Monday, May 16, 2005

my hero

This morning started off with the noise of one of our neighbours trying to repair his gas lawnmower in the alley behind our apartment. For those of you lucky enough not to be able to imagine that sound, it's a little like a Harley Davidson with whooping cough. The very fact that anyone on our side of the street even owns a gas mower makes me want to kill and kill again, since the lawns on our side of the street are about eight by twenty four in front of the two apartment buildings, and nonexistent everywhere else. If eight by twenty four sounds like a lot of lawn, allow me to reassure you that it's not. But I digress.
We eventually staggered into the living room, sleep abandoned as a hopeless cause. I put the kettle on for coffee, sat down in front of the computer, and immediately freaked out. I guess it was the breathless fear noises that brought spook over to where I was frozen in my seat.
"It'sabugthere'sabugthere'sabugonthedesk!"
"Okay," he said, sounding reasonable, "why don't you--oh. It's an icky bug."

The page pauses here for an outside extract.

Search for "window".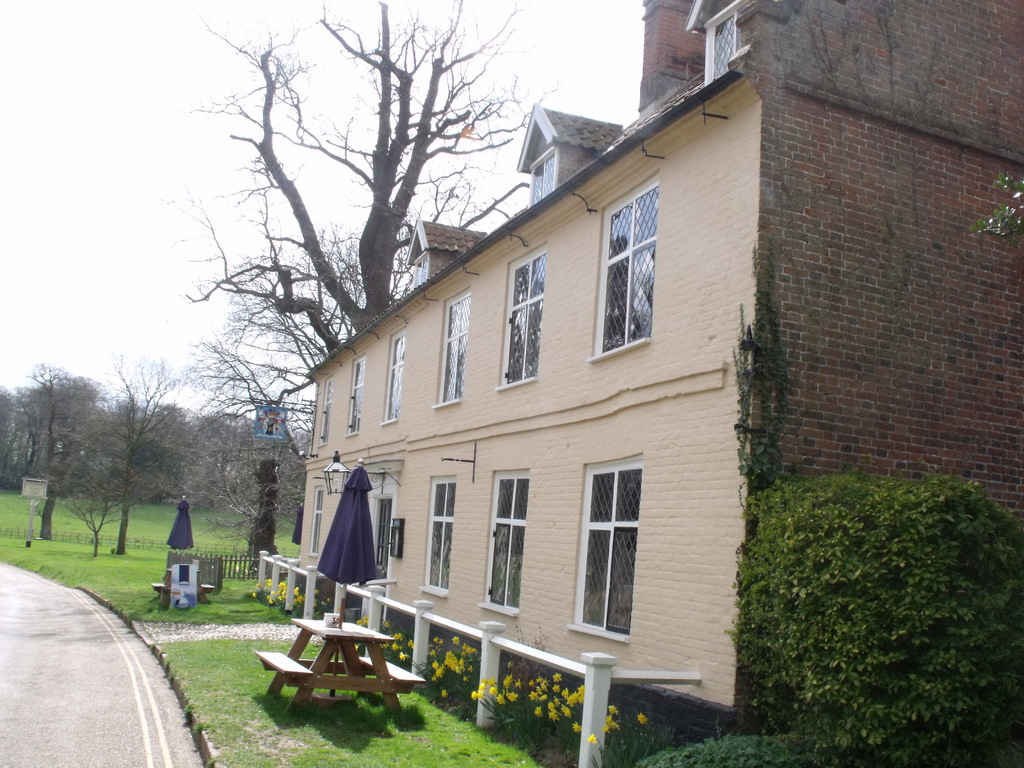
Found at [307,484,322,554].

You know, I'm not an enormous fan of bugs in general, but I'm much more likely to rescue them than kill them--most of them don't want to be in my habitat any more than I want them there. Last week I dragged my hunting cat off to the bathroom so that a trapped bumblebee could very obligingly stroll into the tupperware container I offered it. When I was a nanny, I made a point of spending time with the kids looking at the ants and the worms and talking about why they were cool. Spiders were given a similar treatment. Cockroaches earned my ire in an early-life fumigation episode that left them falling from my little brother's ceiling in a yucky rain, but I'm matter-of-fact about killing them. House centipedes are another matter. They combine all the things that make the back of my brain weird--large, fast, many-legged. ("What do they need all those legs for? For crawling across your face in the middle of the night, that's what!") I appreciate their eating of the other bugs, but I don't want to see them. Especially on my desk.

Valiant spook (who is also terrified of them, for the record,) grabbed a sour cream container and swiftly trapped it where it sat, on top of our case of blank cds. "Do you think it's already dead?" I asked. It hadn't made a threatening rush of any kind, which is out of character. "It's kind of acting dead. I'm all for throwing it out the window to make sure." I was still talking way too fast, and spook was grimly executing his duty as fast as possible, and it may have been this atmosphere of speediness that explains why he opened the window and sent eight or nine cds sailing through the air, followed by their plastic case. "I think it was already dead." he said, sounding only a bit stunned.

Our superintendant and his boyfriend were very understanding about nearly being hit by high-velocity information storage, and they only laughed at me a little bit when I explained that he was saving me. Coolness under fire, that's us.